I went to the built-in bookcase in my living room that took up the greater part of one wall. The backlog of moneymaking collectibles that I had been nabbing with my powers were starting to take over, not only the shelves but the rest of the room. I could work on controlling my powers using them, all the while sorting much of this stuff for return to potential buyers at the same time, but not tonight. I had a feeling that the metal plate I had pulled from the boat-wreck salvage in the lighthouse would be chock-full of all the emotional power I wanted to contend with.
I grabbed a bowlful of Life Savers off one of my end tables and placed it on the floor next to me. I snagged my shoulder bag off the couch, pulled out the piece with SLO etche
d into its rusting form, and pushed my power into it. My one concern was that I might be visited in the vision by Cassie or Mason Redfield as I had back when I started shopping for dressers for Jane, but I had to try. I hoped that slowly coming to terms with hunting down a dresser for Jane, albeit unsuccessfully so far, would help keep it at bay.
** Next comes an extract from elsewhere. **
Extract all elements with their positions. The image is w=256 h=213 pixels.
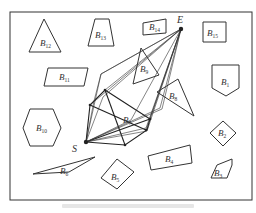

The good news was that I didn’t feel any panic over the tattooist or Mason Redfield rising up as I entered the psychometric vision. The bad news was that a wave of completely different and instant panic rose over me instead. It was daylight on the river, and whoever’s body I occupied was drowning. I felt deep gulps of river water sliding down their throat, filling their lungs. This isn’t really me, I thought to myself. I’m not really drowning. Try as I might, the sensations were all too real and I could feel myself giving in to the panic. The person I was flailed their hands and one of them came down on a large piece of floating wood. Their fingers wrapped around it and grabbed on. Using their last bit of strength, they pulled themselves up out of the water onto the sizable piece of wood, coughing up large streams of water and the contents of their stomach.
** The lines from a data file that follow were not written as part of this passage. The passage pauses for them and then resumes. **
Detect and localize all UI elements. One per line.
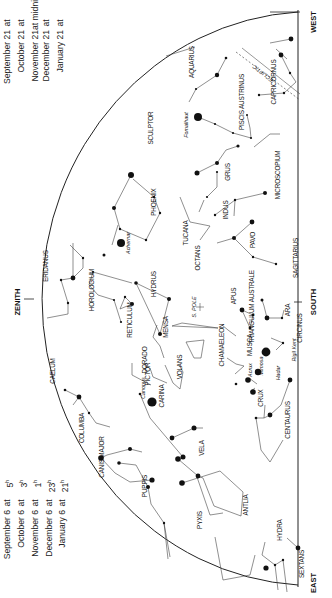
east-label: EAST <box>309 573 318 593</box>
label-caelum: CAELUM <box>49 358 56 383</box>
times-left-table: September 6at5h October 6at3h November 6… <box>2 480 71 598</box>
label-hydra: HYDRA <box>276 518 283 540</box>
south-pole-marker <box>196 303 204 311</box>
label-mensa: MENSA <box>162 315 169 338</box>
label-rigil-kent: Rigil Kent <box>291 338 297 362</box>
label-vela: VELA <box>198 439 205 455</box>
label-tucana: TUCANA <box>182 220 189 246</box>
label-mimosa: Mimosa <box>258 357 264 376</box>
label-columba: COLUMBA <box>78 412 85 443</box>
label-sextans: SEXTANS <box>298 550 305 578</box>
label-piscis-austrinus: PISCIS AUSTRINUS <box>238 74 245 130</box>
label-pyxis: PYXIS <box>196 511 203 529</box>
label-ara: ARA <box>284 303 291 316</box>
label-octans: OCTANS <box>194 246 201 271</box>
label-centaurus: CENTAURUS <box>284 401 291 439</box>
label-acrux: Acrux <box>247 363 253 378</box>
label-grus: GRUS <box>224 163 231 181</box>
label-sculptor: SCULPTOR <box>147 111 154 145</box>
label-reticulum: RETICULUM <box>126 302 133 337</box>
label-indus: INDUS <box>222 201 229 220</box>
zenith-label: ZENITH <box>13 288 22 315</box>
label-pole: S. POLE <box>191 296 197 317</box>
constellation-lines <box>47 39 298 592</box>
times-right-table: September 21at4h October 21at2h November… <box>2 0 68 118</box>
label-fomalhaut: Fomalhaut <box>183 112 189 138</box>
south-label: SOUTH <box>309 289 318 315</box>
label-carina: CARINA <box>158 384 165 408</box>
stars <box>60 37 301 571</box>
label-hadar: Hadar <box>275 365 281 380</box>
label-phoenix: PHOENIX <box>150 187 157 215</box>
label-hydrus: HYDRUS <box>150 271 157 297</box>
label-achernar: Achernar <box>125 232 131 255</box>
label-crux: CRUX <box>257 388 264 406</box>
label-apus: APUS <box>230 288 237 305</box>
label-pavo: PAVO <box>249 232 256 248</box>
label-sagittarius: SAGITTARIUS <box>292 238 299 278</box>
label-horologium: HOROLOGIUM <box>88 269 95 311</box>
label-musca: MUSCA <box>246 333 253 356</box>
label-antlia: ANTLIA <box>242 493 249 515</box>
label-canis-major: CANIS MAJOR <box>98 436 105 478</box>
label-eridanus: ERIDANUS <box>42 250 49 281</box>
label-chamaeleon: CHAMAELEON <box>218 323 225 366</box>
label-volans: VOLANS <box>176 355 183 380</box>
label-aquarius: AQUARIUS <box>188 46 196 78</box>
label-triangulum-australe: TRIANGULUM AUSTRALE <box>248 270 255 344</box>
label-microscopium: MICROSCOPIUM <box>274 151 281 200</box>
west-label: WEST <box>309 11 318 33</box>
label-circinus: CIRCINUS <box>296 313 303 342</box>
label-puppis: PUPPIS <box>141 475 148 497</box>
label-canopus: Canopus <box>140 377 146 399</box>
Now that I had a brief second to catch my breath, I took in what I could. I was male, dressed in clothing styled like those of the turn-of-the-century ghosts out on the Hell Gate Bridge. The board beneath the man bore a full version of the metal plate I held in my hands with the word SLOCUM etched into it. My personal panic started to calm as I slipped into my investigator mind-set, but I could feel that the man was only starting to panic more. I could see why.
Fire and chaos were all around him on this cloudy day. The remains of the General Slocum were sinking in large, fiery pieces all around him, the cries of the dying and drowning filling the air. Ships didn’t sink this way. I had seen Titanic and a few other disaster films. Ships went down as whole objects, maybe even a few pieces. This steamer was shattered. Had the woman in green done this? I didn’t see her in any of the surrounding chaos, and frankly, I wasn’t sure she even had this kind of power over water.
As I sat on the board, holding on for dear life, I got my answer. The surface of the water broke before me and the roll of something gray and slimy passed by until one end of it poked up. A tentacle. It belonged to something huge. It rose up out of the water several stories before crashing back down on one of the large pieces of ship that was still floating, tearing it in half.